**TO DO**
Down to the last line, print the data that follows exactly, without its pictures.

*** Opening of ENTRIES SHOWN ***

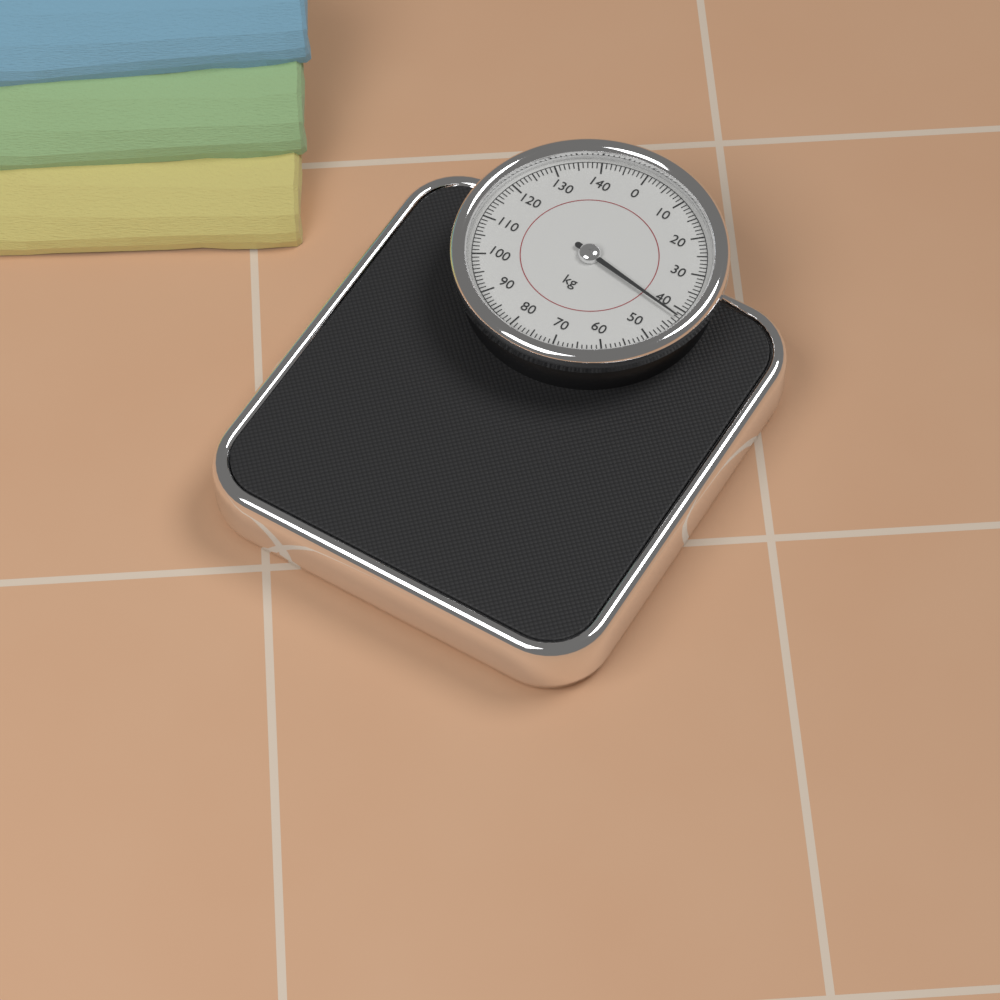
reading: 42 kg
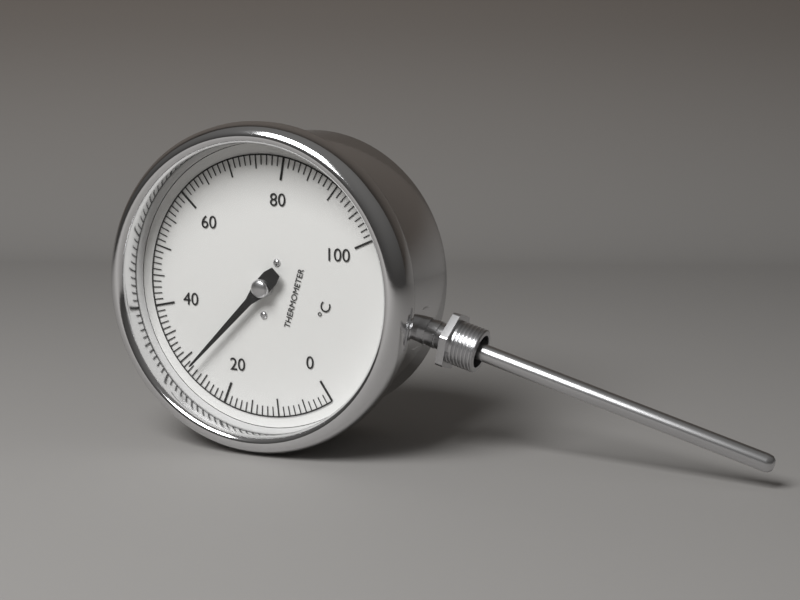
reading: 28 °C
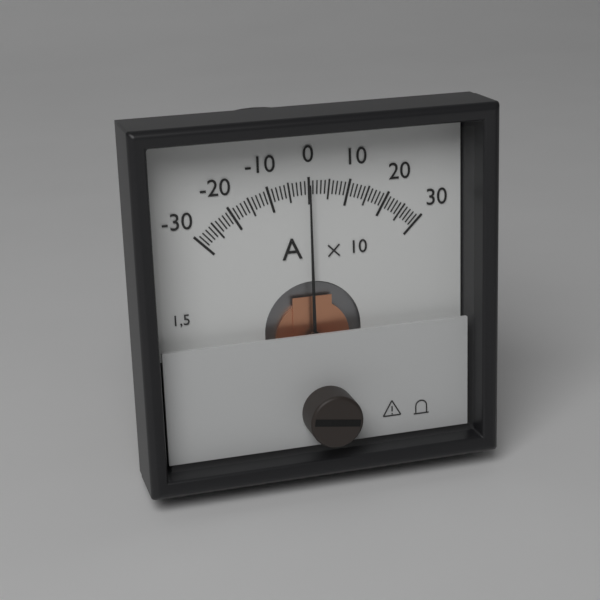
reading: 0 A
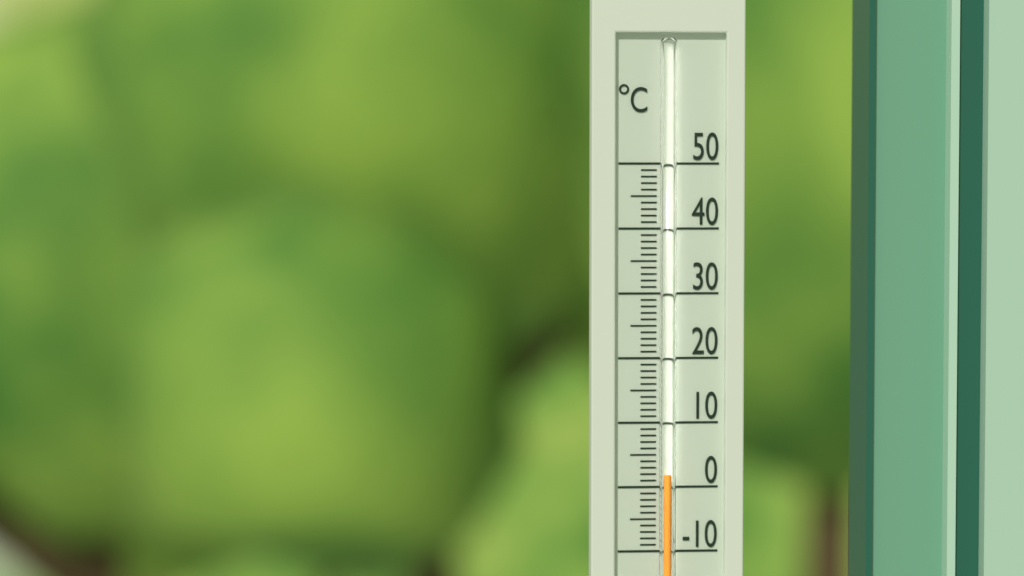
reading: 2 °C
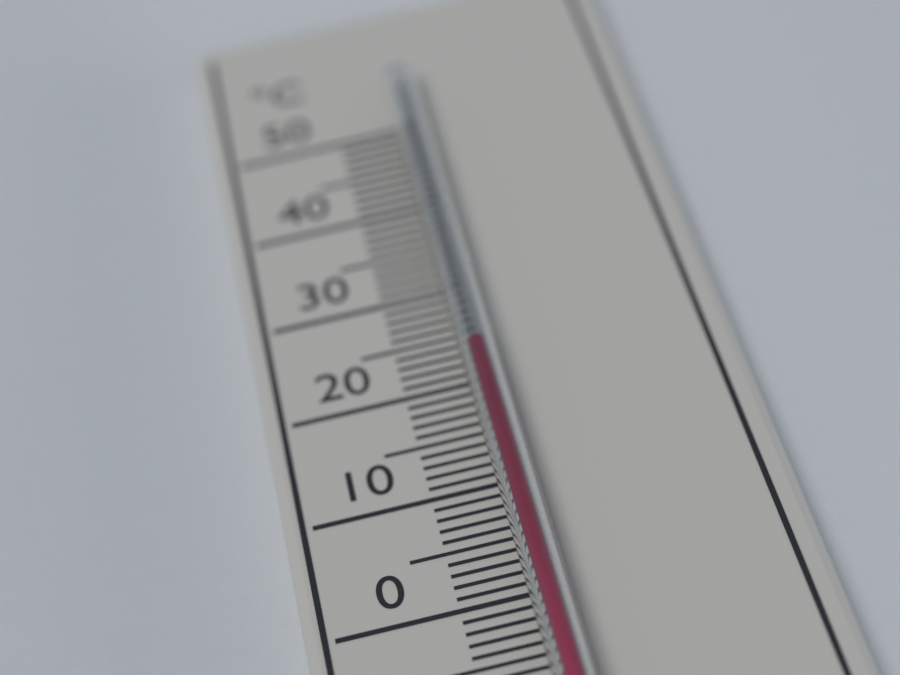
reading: 22 °C
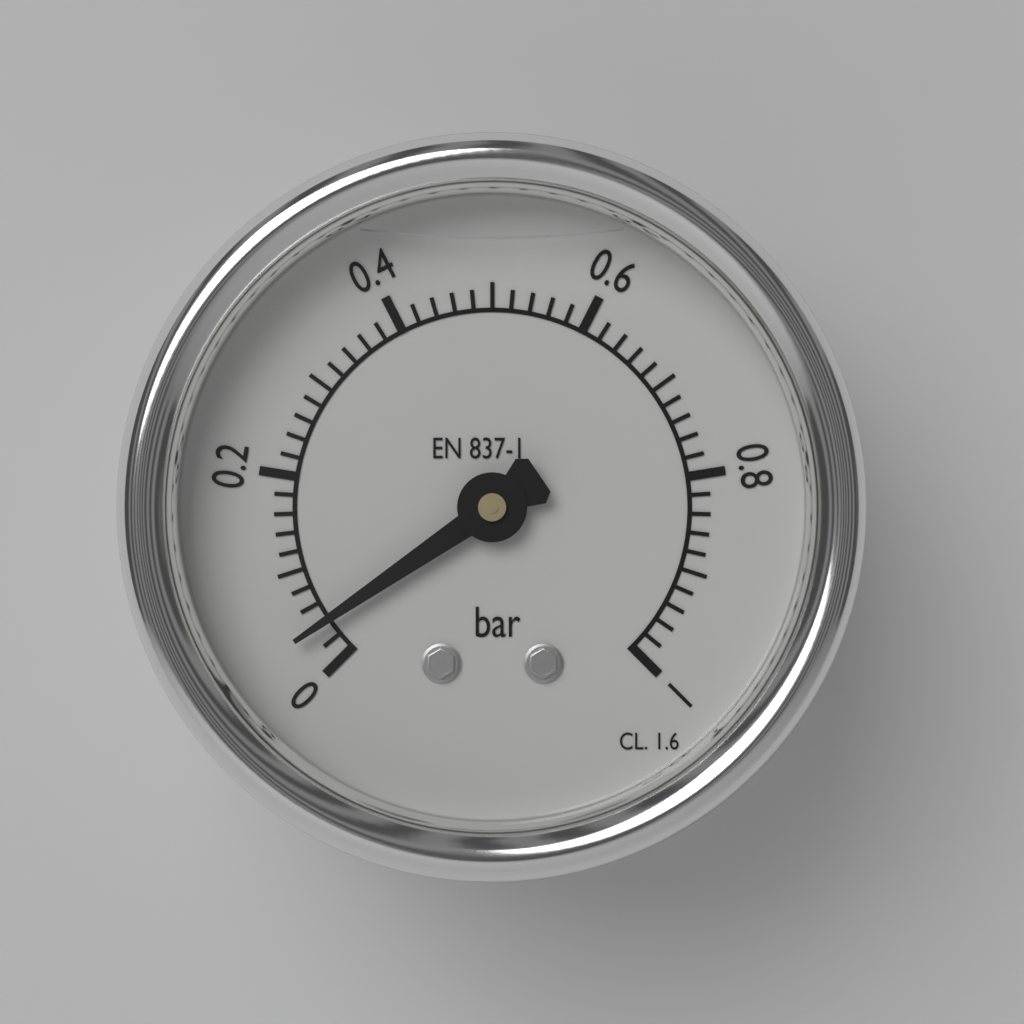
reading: 0.04 bar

*** Close of ENTRIES SHOWN ***

**YOUR SOLUTION**
reading: 42 kg
reading: 28 °C
reading: 0 A
reading: 2 °C
reading: 22 °C
reading: 0.04 bar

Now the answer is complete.